Lisa Feldman Barrett is a psychologist and neuroscientist who challenges almost everything we think we know about the concept of emotions in her book How Emotions Are Made: The Secret Life of the Brain (2017). I saw a glowing review of it on LinkedIn earlier this year and checked it out from the library to see what it was about. It did not disappoint.
Feldman uses detailed evidence and examples to challenge the long-standing but lacking-in-evidence ‘classical view’ of emotions. Emotions are not hardwired into us, she says, and there are no universal emotions as we think of them. At first you want to disagree with her: but doesn’t every human feel sad and happy sometimes? As she goes deeper into the science, you realize how big a role our upbringing and our brain’s predictions about how to respond to different situations play in our experience of the world.
Some cultures don’t have a concept of anger or sadness, for instance, or have concepts that encompass a broader or narrow view of these as compared to the typical Western culture definition. They have other emotion concepts and terms, some of which may not translate outside of that group. She provides examples such as Norwegians’ concept for intense joy at falling in love (Forelsket); the Portuguese concept of a strong, spiritual longing (Saudade); and Filipinos’ urge to hug or squeeze something unbearably adorable (Gigil). People around the world have socialized themselves around concepts that make their community work. For those raised in those societies, they develop predictions based on these concepts. These concepts are normal to them. The lack of universality challenges the idea that universal emotions live somewhere in the brain.
I thought as I read her book that perhaps this explains part of why I and other foreigners have found it challenging to integrate into New Zealand – it can be impossible to ‘read’ people’s emotional expressions. But now I’m wondering how much crossover there is between our concepts of emotions in the first place. What I express as excitement, with hand gestures and smiles, often seems out of place here, for example.
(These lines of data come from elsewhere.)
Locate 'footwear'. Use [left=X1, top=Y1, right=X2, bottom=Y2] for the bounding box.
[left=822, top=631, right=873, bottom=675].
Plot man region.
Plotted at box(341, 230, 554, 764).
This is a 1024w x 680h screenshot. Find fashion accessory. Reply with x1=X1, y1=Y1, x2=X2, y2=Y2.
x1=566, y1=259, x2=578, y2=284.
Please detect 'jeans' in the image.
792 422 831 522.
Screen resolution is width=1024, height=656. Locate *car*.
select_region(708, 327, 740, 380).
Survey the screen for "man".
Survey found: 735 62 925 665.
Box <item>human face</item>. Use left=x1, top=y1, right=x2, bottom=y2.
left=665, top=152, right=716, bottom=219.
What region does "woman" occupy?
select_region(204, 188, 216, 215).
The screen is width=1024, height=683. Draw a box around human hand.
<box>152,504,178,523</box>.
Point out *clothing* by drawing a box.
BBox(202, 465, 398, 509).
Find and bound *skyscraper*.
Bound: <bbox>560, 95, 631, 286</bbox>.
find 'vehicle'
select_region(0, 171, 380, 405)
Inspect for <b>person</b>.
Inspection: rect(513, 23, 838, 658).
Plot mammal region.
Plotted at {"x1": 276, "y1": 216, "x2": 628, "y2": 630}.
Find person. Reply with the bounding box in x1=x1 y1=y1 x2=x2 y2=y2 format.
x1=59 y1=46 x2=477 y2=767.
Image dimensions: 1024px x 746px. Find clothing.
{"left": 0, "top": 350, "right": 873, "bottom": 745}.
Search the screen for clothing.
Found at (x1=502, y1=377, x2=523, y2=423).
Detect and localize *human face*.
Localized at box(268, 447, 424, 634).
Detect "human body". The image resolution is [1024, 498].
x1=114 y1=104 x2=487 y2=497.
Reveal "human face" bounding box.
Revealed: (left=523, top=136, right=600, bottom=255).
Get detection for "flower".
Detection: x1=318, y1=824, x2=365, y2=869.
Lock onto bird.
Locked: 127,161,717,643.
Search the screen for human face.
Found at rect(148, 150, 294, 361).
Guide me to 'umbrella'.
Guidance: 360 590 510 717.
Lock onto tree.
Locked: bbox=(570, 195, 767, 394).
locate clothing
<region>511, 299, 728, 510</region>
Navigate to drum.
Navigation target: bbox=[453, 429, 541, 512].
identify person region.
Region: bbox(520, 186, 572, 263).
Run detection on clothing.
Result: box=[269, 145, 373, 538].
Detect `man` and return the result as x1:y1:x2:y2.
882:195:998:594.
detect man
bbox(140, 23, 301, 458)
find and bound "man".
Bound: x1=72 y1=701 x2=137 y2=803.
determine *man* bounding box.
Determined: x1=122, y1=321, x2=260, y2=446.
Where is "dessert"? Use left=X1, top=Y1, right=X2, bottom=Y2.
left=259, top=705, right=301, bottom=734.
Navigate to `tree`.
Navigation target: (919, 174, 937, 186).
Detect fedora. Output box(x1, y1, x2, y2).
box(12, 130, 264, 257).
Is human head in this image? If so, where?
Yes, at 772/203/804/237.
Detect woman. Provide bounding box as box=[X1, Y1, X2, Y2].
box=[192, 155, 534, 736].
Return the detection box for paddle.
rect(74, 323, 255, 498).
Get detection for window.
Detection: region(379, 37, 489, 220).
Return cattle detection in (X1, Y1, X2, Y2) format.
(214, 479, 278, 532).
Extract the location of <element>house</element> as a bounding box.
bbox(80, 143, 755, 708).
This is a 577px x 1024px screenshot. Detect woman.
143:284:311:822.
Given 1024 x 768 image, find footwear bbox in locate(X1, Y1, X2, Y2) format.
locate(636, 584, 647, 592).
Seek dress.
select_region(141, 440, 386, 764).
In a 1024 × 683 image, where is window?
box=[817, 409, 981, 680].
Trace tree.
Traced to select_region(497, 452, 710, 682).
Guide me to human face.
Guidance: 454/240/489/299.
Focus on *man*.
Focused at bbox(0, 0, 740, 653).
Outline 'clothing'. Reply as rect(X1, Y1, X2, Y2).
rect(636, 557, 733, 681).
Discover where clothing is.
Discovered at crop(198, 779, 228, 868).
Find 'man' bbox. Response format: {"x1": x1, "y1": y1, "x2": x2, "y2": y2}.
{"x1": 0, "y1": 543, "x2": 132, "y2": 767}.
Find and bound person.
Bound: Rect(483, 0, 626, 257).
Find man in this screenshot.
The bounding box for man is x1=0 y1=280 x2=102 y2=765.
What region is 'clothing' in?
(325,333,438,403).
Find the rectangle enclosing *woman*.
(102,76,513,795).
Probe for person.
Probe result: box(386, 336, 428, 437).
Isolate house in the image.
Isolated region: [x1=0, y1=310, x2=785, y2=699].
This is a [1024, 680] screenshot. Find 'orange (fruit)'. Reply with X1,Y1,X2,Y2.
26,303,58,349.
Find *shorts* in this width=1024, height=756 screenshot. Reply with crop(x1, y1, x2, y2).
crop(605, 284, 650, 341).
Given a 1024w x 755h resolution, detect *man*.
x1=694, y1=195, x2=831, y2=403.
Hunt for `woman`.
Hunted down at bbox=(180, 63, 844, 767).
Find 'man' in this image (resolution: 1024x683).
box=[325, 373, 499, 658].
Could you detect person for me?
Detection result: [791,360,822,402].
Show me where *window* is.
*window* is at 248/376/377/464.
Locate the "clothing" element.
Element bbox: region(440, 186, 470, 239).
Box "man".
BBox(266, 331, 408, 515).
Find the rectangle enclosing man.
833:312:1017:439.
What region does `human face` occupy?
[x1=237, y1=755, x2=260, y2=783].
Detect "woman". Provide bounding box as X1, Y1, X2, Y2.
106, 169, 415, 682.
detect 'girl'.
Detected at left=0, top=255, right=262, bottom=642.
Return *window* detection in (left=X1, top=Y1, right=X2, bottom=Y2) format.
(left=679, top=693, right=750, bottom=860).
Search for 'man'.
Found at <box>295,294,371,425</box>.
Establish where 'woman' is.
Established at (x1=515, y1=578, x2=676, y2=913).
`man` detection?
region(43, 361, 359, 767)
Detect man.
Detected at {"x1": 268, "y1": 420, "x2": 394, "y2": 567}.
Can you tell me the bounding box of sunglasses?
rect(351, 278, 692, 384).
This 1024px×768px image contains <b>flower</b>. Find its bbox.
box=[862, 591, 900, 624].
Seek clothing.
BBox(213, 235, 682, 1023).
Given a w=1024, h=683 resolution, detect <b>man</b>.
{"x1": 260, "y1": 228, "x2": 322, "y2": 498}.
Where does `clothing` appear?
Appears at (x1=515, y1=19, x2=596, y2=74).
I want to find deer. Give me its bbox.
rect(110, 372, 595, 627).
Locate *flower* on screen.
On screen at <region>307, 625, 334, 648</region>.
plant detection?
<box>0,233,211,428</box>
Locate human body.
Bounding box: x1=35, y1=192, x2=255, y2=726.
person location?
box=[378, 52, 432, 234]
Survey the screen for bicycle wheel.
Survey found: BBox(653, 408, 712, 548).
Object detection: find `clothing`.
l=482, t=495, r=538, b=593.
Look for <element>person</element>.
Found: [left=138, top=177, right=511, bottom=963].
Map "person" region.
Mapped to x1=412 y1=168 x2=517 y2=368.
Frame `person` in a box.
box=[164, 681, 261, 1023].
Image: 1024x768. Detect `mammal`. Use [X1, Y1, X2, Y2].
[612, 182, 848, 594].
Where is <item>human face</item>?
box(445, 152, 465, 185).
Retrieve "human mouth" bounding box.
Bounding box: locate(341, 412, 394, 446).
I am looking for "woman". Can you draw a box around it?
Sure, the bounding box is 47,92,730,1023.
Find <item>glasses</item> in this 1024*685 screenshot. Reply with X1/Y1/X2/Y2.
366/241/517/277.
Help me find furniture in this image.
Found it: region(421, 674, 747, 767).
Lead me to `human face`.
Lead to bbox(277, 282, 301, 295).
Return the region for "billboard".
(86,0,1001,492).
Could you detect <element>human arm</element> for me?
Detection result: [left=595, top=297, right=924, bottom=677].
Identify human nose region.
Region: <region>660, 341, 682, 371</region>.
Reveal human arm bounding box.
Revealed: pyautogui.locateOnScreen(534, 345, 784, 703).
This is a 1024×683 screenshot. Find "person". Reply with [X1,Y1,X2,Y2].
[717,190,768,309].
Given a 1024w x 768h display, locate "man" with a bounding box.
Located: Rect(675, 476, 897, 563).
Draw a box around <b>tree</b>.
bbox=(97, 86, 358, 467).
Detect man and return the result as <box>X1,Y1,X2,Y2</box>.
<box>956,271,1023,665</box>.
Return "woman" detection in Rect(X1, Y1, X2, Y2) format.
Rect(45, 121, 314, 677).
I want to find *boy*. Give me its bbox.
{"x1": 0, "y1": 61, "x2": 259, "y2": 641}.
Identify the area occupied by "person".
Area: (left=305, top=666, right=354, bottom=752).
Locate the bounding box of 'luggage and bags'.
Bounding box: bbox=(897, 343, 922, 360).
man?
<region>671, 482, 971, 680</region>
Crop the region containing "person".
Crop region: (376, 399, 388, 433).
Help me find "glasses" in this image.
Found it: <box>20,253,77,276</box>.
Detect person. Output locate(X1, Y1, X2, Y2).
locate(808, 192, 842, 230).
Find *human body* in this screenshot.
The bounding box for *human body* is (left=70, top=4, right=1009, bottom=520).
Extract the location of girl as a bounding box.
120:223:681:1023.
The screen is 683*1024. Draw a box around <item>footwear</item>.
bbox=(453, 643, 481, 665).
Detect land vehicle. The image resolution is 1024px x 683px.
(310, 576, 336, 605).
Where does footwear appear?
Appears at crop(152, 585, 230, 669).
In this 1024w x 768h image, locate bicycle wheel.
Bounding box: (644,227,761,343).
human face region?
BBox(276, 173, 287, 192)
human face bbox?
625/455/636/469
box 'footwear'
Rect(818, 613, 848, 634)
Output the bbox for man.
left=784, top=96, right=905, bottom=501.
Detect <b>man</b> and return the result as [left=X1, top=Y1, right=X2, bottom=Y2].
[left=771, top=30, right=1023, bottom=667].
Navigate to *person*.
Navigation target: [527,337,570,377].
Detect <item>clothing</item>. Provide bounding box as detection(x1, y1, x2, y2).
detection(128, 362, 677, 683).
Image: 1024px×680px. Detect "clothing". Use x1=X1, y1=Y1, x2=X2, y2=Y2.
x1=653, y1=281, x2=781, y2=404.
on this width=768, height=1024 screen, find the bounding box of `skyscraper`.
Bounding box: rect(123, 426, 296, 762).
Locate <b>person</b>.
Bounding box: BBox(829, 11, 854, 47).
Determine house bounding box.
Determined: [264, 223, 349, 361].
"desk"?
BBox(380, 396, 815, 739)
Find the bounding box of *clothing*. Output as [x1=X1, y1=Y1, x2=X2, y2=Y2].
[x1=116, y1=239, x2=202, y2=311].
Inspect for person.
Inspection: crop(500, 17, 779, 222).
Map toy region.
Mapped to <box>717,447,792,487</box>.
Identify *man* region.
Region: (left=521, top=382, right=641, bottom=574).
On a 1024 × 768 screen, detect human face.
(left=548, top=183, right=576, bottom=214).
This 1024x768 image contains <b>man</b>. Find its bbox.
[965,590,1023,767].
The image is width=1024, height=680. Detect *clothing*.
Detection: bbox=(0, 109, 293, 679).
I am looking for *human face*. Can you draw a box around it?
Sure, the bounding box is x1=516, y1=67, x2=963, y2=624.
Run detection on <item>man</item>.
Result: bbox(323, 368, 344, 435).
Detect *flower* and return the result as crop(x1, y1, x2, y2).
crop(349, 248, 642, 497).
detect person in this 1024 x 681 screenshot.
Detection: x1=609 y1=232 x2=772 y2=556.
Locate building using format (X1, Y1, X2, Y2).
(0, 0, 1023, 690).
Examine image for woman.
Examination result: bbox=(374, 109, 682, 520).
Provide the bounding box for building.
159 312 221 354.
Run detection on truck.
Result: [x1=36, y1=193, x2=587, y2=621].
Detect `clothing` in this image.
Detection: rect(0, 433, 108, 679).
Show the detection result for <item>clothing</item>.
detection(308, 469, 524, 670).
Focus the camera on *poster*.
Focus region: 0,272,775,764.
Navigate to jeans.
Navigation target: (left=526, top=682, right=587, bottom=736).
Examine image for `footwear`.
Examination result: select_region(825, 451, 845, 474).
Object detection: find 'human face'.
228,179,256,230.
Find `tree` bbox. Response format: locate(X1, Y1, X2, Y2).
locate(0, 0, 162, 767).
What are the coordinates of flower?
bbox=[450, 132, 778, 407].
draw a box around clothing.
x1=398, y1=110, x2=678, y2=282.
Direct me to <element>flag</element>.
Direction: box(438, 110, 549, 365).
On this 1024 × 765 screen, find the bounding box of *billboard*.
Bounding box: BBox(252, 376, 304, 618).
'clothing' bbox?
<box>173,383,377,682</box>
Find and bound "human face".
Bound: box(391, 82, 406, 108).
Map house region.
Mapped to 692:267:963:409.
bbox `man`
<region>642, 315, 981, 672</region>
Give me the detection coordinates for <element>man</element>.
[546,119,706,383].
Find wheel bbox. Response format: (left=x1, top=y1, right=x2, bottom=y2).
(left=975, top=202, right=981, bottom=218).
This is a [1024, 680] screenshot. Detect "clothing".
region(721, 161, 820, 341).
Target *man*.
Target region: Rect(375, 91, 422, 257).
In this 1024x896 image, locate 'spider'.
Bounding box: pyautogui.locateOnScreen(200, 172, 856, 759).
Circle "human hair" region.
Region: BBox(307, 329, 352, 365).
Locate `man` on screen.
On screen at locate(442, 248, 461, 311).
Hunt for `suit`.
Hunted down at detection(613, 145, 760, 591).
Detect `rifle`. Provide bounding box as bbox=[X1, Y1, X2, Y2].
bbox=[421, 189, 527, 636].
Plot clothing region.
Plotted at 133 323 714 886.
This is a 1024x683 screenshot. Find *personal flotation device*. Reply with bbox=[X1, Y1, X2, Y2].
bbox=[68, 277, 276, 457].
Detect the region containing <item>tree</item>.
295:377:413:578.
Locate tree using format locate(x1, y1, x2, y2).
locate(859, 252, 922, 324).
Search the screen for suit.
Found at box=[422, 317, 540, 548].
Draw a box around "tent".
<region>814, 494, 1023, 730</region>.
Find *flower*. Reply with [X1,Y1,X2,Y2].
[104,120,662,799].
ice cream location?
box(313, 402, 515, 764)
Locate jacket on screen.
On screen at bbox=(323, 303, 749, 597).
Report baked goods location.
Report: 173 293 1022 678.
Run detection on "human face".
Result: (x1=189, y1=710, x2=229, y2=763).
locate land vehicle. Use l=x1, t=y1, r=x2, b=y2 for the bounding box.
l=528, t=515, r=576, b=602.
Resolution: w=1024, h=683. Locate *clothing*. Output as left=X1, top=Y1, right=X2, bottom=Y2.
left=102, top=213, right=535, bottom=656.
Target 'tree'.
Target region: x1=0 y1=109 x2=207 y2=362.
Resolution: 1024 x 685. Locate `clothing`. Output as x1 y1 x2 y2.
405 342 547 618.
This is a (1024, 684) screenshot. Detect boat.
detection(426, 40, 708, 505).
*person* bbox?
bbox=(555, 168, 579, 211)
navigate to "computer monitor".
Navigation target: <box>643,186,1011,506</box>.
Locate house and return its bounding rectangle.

Barrett’s key argument is that the classical view of emotions is incorrect and lacks foundational evidence. Emotions are not built-in from birth or automatic reactions coming from specific parts of our brain. They aren’t something that our ‘rational’ minds have to control to make us human.
Her theory offers a different explanation – one of constructed emotion. This means that as we grow up in a culture, we learn to associate certain bodily feelings with certain situations. For example, if your parent asks you “Are you sad?” every time you are crying, you will learn to associate “sad” with crying. Then we use our predictions of what is appropriate to respond to new situations. If we see someone crying, we assume they are sad. If we are crying, we assume we are sad. We eventually make these predictions so seemingly effortlessly, we believe they are hard-coded into us. Stepping outside of your cultural context can help reveal that they are constructed based on a context.
Her example of butterflies in her stomach while on a date was a great example of why the classical view doesn’t make sense. At first, she thought she was happy and excited at her date. She interpreted the butterfly feeling as going with these emotions. Later, it turned out that she was falling sick. The feeling was actually one of bodily distress. But her brain predicted that she was happy based on its prior knowledge (being out at a restaurant, etc.).
Barrett says after a century of trying, scientific research has not found a constant fingerprint for any emotion. She had me questioning why we show children faces of ‘happy’, ‘sad’, ‘angry’, and so on, when we should know from our own life experience that people don’t actually look like that universally in every situation (or even many!). If you get mad at your boss, you might yell, or you might quietly simmer. You might express your feelings in any number of ways. The caricature of an angry face probably doesn’t fit you all of the times you feel anger.
Barrett packs a lot of information into this book, more so than I can unpack here, but the examples are great at helping you understand what she means and how it applies to the real world. I’d highly recommend checking it out and being open to changing your mind about almost everything you probably think and hear about emotions! She’ll have you wondering why we have stuck with these old theories for so long, and she also gives tips on how to shift into new ways of thinking and take more control over your predictions and emotion concepts.